Earlier this year, other events considered improbable shook supposedly unshakeable nuclear plants: Japan’s quake and tsunami, unleashing disaster at Fukushima, historic floods along the Missouri River, unusually destructive tornadoes spinning through the South. One storm toppled transmission towers, knocking out power to the Browns Ferry nuclear plant in Alabama, which relied on emergency backup systems for five days.
Repeatedly, unanticipated events have tested nuclear power plants in new ways — and challenged the assumptions of those who operate them and oversee them for safety. Just how well-equipped are U.S. nuclear plants to handle the unexpected? How prepared are operators and regulators to forestall disaster in the face of a threat beyond their expectations?
Nobody knows for sure.
That’s because, according to nuclear operators and regulators, the unexpected is not supposed to happen. The agency overseeing safety of power plants in the U.S., the Nuclear Regulatory Commission, safeguards only events considered likely — not real-world outliers such as freak earthquakes or massive storms. A review by iWatch News of NRC records, along with interviews with regulators and industry insiders, shows that safety often depends on a set of assumptions and calculations that give utility companies wide latitude to decide how to secure reactors. The companies save money and can avoid unnecessary protections, but flawed assumptions, together with meek enforcement, can undermine reactor safety, endangering the public and the environment.
The NRC and nuclear industry enthusiastically have embraced the approach despite warning signs of its limitations – and concern that basing regulations on calculations of relative risk, rather than imposing a set of specific rules, could lead to unsafe outcomes. In a 2000 General Accounting Office survey of NRC staff, 60 percent of those responding predicted the new risk-informed regulatory approach “will reduce plant safety margins.”
Day-to-day operation and oversight of the nation’s 104 nuclear plants rely heavily on assumptions and statistical calculations: The earthquake won’t be stronger than seismologists predict. Floodwaters won’t rise higher than hydrologists estimate. Tornadoes won’t knock out off-site power supplies on which nuclear plants depend. Switches and valves will work.
The unexpected won’t happen.
Such calculations deem unlikely that terrorists will gain access to poorly-secured spent reactor fuel storage facilities. Or that seemingly minor transmission line maintenance won’t accidentally trigger a blackout affecting millions in the West and forcing two reactors to automatically shut down – another unexpected event, last week.

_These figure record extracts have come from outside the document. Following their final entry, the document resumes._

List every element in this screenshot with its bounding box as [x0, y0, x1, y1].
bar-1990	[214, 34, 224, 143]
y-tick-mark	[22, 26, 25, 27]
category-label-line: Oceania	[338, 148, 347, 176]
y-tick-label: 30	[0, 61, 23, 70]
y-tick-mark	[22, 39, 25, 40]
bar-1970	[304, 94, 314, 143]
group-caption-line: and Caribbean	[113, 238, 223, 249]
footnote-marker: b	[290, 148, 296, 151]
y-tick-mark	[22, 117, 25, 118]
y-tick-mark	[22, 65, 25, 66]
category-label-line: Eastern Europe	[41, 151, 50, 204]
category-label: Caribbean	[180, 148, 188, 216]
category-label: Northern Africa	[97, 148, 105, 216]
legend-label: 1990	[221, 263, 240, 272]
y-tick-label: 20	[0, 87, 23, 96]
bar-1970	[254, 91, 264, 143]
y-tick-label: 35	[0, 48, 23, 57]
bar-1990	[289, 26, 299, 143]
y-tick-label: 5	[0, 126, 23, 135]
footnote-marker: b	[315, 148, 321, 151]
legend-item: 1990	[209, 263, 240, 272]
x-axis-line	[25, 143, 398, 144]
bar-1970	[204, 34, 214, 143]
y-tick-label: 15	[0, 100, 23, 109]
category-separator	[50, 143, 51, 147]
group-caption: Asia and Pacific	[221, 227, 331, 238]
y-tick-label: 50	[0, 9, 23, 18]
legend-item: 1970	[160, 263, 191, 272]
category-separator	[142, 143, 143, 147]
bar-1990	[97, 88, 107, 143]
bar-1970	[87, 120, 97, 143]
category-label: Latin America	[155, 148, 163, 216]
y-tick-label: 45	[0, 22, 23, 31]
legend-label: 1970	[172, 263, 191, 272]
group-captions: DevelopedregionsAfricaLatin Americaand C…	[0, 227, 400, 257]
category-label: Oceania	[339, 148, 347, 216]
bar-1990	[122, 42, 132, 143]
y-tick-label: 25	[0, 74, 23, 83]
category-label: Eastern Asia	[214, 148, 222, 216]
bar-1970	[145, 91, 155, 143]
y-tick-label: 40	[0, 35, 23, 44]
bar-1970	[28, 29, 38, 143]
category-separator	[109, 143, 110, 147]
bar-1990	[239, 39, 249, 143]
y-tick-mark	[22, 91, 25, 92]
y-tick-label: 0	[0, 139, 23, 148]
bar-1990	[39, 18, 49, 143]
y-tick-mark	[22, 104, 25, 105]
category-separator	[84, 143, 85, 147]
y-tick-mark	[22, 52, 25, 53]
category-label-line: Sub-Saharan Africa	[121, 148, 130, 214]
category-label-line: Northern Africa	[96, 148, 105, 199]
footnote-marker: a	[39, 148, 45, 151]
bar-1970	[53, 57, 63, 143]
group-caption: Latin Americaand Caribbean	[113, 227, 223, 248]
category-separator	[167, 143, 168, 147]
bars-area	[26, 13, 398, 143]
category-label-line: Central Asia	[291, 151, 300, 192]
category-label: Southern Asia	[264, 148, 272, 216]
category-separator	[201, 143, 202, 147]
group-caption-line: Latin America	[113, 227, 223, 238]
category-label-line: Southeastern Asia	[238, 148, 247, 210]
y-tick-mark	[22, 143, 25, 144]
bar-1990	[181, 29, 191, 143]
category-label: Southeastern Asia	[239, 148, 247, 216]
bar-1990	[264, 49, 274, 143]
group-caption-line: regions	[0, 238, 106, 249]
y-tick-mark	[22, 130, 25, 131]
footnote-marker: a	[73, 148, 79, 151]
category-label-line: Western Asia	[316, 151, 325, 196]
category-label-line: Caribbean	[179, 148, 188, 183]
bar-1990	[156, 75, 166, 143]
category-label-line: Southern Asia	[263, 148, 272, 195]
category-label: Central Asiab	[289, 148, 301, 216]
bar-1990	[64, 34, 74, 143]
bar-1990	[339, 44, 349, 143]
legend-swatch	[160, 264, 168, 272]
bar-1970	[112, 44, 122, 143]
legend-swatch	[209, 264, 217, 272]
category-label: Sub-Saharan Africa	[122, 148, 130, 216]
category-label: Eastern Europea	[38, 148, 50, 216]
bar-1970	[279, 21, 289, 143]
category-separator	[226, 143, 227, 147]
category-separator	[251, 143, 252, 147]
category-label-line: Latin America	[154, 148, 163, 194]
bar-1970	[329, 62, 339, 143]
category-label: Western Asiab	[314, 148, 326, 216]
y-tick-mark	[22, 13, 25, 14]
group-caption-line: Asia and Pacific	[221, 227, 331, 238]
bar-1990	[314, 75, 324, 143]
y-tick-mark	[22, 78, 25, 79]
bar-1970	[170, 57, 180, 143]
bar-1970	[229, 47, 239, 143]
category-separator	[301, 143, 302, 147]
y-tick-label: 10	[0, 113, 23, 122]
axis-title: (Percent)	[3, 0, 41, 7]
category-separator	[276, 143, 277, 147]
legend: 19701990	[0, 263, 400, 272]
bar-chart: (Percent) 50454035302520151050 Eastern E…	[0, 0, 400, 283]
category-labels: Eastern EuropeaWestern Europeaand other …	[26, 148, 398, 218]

Regulation by predicting what’s probable has been evolving since 1975, when the NRC and reactor owners began moving from a traditional rulebook form of regulation — involving specific requirements, for instance, about equipment and procedures — toward what is known as probabilistic risk assessment, or PRA. Such “risk-based” regulation gives the companies running nuclear plants wider leeway in determining how they are going to operate safely. Reactor owners and government safety officials argue that the old “one-size-fits-all” rulebook approach is expensive and inefficient.
At the heart of the strategy are questions: How likely is something to go wrong? What would be the consequences?

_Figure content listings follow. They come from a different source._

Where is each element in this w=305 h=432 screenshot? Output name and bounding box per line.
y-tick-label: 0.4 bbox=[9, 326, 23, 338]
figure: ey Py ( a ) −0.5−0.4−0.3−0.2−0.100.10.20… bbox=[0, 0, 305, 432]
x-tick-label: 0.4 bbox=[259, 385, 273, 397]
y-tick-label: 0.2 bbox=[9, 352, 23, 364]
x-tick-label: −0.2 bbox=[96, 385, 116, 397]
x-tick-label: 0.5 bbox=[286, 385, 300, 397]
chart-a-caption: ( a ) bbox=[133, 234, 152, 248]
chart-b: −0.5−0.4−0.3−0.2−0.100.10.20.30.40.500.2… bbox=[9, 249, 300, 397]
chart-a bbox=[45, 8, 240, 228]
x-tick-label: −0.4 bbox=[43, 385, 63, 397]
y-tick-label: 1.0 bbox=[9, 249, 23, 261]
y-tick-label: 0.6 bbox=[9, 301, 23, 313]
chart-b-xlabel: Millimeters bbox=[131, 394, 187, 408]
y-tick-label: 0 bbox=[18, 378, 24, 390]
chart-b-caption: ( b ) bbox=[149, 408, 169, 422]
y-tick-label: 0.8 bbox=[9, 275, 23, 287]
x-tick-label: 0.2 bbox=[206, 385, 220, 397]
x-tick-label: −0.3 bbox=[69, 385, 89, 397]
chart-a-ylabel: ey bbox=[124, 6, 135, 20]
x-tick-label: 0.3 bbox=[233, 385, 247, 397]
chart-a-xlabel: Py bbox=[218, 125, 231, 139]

Under probabilistic risk assessment, the goal is to reduce the odds of something going wrong to one-in-a-million. Achieving those odds, however, requires complex strings of assumptions that are reliable only if everything performs as planned.
“Combining the probability of an accident with its consequences gives us a measure of risk,” the NRC explains in documents outlining the approach. “For instance, the consequences of a large meteor striking your house would be devastating, but the risk is low because the probability of such an accident is very small.”
In other documents, the NRC acknowledges that life sometimes doesn’t go as planned. “The uncertainty in the result is partly because reality is more complex than any computer model, partly because modelers do not know everything, and partly because of chance.”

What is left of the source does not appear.